Film & TV

Film Review: Love And Mercy

A bio-pic on the life of Brian Wilson from The Beach Boys, from the development and recording of Pet Sounds in the 60s to meeting his 2nd wife Melinda Ledbetter

 

LoveAndMercyMusical bio-pics are a difficult genre. It’s easy to make an enjoyable film but extremely hard to make a great piece of cinema. Clint Eastwood managed it with Bird and I struggle to think of any more recent exemplars.

Then along comes Bill Pohlad.

Eschewing the standard chronological tedium, Pohlad has taken two seminal points in the life of Brian Wilson: the development and recording of Pet Sounds in the 60s, and his meeting with Melinda Ledbetter who was to become his second wife in the late 80s. These two times are intercut beautifully and with complete, editorial logic. Praise goes not just to Pohlad, but to his editor Dino Jonsater.

The making of Pet Sounds is given due respect with scenes of great musical detail, shot like a documentary. Paul Dano, as 60s Brian, is outstanding, sharply detailed in characterisation, intense, human and beautifully underplayed.  It is, perhaps, no surprise to learn that Pet Sounds was an initial, commercial, failure but a critical success. How often is this the story of the watershed albums in music?

80s Wilson is played by John Cusack, in what must be an Oscar-attracting performance.  He manages to portray a man mentally ill, over-medicated, over-controlled and confused, without turning him into a psychological version of the Elephant Man. He also shows us exactly why Melinda fell in love with him. Melinda is played superbly by Elizabeth Banks. It would have been easy to turn her into a sop, but Banks gives her the backbone which she must have had to push through the mess around Wilson. The chemistry between Banks and Cusack is a joy to watch.

The mess around Wilson was mostly caused by charlatan doctor Eugene Landy, played with his inevitable brilliance by Paul Giamatti.

Striking in this film is the care with which supporting roles have been cast. Kerry Barden and Paul Schnee should get an Academy Award for Casting if there were such a thing! The rest of The Beach Boys, the session musicians, the hangers-on… all gave a richness to every scene they were in. And special mention to Bill Camp in the difficult role of Murry Wilson, the brothers’ brutally cruel father.

With a tight, pacey screenplay by Oren Moverman and Michael Alan Lerner, and, of course, the great music of Brian Wilson, this is film is a winner.

God only knows where you’ll be if you don’t see it…

Reviewed by Tracey Korsten
Twitter: @TraceyKorsten

Rating out of 10:  8

Love & Mercy opens around Australia on 25 June 2015.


• _What you are asked to do_: Would you copy each line of the records that includes the word "series"?

────────────────

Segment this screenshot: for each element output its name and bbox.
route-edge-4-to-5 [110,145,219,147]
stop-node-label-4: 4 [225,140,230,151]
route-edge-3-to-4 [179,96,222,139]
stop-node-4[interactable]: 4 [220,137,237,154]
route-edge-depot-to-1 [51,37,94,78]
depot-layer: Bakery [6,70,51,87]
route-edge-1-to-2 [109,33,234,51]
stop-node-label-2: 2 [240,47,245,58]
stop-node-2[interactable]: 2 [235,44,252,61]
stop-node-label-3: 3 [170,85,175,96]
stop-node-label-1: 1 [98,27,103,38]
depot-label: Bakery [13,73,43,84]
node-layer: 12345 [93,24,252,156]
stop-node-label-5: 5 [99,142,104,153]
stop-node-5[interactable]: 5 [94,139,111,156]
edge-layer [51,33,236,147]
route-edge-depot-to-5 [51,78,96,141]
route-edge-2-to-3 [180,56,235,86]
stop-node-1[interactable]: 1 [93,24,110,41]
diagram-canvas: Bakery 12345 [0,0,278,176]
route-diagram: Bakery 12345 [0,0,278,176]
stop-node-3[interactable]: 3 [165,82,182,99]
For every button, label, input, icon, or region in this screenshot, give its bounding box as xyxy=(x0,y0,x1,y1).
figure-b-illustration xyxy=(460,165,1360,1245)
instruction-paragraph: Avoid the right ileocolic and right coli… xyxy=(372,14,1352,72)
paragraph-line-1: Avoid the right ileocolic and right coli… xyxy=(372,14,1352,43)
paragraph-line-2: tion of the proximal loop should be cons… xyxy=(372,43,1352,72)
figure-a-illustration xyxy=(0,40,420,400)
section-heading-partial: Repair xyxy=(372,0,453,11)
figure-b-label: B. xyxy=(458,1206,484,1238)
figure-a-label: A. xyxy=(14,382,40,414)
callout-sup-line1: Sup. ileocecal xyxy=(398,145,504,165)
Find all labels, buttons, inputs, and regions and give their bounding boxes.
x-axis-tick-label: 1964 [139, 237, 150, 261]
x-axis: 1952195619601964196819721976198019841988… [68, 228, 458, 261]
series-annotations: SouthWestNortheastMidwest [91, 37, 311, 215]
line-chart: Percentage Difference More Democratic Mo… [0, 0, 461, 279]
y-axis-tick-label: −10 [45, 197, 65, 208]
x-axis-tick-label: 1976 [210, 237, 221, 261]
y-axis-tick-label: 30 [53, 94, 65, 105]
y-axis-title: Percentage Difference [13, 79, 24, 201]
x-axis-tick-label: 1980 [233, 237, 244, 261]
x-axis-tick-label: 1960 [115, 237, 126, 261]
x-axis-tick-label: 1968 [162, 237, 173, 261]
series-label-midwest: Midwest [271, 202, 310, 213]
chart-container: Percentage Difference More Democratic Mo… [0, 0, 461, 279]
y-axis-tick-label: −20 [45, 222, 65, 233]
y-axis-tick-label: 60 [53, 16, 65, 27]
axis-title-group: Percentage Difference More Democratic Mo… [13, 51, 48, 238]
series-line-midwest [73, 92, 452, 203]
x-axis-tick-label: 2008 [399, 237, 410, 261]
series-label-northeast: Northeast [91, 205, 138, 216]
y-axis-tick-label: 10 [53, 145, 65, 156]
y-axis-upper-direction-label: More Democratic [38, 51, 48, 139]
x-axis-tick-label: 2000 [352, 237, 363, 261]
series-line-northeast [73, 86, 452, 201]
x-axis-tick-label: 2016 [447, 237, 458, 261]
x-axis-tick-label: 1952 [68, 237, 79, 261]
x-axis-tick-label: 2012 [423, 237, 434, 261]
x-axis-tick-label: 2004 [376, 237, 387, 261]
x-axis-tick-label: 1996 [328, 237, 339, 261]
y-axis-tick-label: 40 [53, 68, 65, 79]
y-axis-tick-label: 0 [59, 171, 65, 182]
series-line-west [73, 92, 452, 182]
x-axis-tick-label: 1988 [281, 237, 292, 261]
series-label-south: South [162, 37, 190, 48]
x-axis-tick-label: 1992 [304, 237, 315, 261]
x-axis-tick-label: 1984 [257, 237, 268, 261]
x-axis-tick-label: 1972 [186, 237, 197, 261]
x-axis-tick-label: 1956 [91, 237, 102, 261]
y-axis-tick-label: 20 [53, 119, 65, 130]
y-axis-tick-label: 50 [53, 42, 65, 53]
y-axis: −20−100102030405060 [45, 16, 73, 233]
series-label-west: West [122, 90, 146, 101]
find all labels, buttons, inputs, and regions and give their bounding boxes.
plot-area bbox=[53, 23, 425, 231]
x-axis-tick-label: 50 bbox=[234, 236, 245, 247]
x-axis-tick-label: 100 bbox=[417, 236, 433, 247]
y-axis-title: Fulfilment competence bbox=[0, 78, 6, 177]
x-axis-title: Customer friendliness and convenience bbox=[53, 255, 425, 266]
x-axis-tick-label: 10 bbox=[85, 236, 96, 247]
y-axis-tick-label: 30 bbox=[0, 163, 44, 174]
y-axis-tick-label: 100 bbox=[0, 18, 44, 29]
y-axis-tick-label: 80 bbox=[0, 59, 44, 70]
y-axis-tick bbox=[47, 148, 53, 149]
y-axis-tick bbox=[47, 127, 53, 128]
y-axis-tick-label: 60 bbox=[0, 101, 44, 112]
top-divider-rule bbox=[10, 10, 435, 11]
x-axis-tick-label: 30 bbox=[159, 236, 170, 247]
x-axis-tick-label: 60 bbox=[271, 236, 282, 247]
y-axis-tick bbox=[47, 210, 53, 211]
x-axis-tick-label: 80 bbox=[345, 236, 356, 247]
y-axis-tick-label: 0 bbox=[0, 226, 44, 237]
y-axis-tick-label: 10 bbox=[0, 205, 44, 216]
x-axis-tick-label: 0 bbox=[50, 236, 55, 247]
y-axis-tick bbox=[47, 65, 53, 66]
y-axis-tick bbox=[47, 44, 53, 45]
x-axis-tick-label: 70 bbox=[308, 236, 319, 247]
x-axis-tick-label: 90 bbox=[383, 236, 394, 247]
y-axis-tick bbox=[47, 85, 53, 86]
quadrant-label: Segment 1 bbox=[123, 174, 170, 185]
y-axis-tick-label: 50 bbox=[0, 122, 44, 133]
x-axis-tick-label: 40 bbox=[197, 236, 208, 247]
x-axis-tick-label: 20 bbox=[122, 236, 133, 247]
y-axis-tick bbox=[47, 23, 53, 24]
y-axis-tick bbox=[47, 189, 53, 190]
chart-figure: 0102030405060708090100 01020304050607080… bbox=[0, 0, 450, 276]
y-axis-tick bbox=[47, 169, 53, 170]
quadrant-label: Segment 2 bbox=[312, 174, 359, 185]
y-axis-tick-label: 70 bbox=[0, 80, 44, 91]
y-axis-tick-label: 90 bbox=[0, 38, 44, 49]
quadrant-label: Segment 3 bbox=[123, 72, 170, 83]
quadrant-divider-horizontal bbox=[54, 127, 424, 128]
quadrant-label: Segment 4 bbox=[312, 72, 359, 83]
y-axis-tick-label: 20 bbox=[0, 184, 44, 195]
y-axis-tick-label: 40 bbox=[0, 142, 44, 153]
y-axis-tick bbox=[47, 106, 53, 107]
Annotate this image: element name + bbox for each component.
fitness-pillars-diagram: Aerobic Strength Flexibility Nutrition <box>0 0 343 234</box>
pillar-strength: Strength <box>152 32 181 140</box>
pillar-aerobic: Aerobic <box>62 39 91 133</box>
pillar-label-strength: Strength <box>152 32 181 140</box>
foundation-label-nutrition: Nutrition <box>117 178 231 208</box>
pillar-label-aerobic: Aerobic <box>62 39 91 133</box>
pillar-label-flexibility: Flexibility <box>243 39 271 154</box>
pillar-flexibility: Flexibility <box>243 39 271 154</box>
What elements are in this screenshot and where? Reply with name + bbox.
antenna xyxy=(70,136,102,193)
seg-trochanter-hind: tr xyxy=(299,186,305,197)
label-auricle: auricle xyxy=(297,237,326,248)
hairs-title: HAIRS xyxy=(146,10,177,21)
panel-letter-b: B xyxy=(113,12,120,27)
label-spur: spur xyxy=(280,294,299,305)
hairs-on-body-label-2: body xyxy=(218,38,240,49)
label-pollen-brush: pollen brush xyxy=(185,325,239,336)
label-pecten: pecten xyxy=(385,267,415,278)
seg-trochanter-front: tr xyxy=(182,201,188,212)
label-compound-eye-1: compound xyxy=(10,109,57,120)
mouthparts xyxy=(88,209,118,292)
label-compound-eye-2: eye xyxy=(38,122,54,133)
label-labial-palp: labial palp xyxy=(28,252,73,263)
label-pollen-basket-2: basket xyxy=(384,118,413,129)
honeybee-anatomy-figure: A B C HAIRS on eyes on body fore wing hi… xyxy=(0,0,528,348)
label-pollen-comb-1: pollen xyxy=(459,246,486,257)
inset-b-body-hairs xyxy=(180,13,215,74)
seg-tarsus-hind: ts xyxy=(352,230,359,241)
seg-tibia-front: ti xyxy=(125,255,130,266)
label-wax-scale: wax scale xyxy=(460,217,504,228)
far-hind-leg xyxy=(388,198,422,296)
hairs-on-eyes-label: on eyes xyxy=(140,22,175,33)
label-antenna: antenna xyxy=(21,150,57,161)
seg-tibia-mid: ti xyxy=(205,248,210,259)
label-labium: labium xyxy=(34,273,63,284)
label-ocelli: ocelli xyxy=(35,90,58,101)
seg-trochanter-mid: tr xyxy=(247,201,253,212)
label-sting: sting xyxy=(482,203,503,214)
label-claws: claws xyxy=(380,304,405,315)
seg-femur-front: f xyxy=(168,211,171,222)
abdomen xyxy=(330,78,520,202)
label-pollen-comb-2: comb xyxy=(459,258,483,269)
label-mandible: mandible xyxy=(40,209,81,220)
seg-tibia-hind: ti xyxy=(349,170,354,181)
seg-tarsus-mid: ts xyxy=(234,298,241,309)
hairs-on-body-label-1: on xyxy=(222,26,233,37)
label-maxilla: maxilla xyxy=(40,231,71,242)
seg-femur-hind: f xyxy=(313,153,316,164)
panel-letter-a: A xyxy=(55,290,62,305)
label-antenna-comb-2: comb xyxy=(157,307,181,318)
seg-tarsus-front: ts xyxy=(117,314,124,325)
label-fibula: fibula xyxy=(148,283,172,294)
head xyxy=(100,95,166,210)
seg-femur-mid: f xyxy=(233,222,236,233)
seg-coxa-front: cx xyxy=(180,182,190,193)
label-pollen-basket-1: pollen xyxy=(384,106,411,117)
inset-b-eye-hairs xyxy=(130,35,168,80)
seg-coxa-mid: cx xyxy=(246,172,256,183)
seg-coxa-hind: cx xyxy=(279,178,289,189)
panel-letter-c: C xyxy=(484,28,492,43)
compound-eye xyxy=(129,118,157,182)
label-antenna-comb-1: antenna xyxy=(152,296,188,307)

────────────────

• _Result for this task_:
series-annotations: SouthWestNortheastMidwest [91, 37, 311, 215]
series-label-midwest: Midwest [271, 202, 310, 213]
series-line-midwest [73, 92, 452, 203]
series-label-northeast: Northeast [91, 205, 138, 216]
series-line-northeast [73, 86, 452, 201]
series-line-west [73, 92, 452, 182]
series-label-south: South [162, 37, 190, 48]
series-label-west: West [122, 90, 146, 101]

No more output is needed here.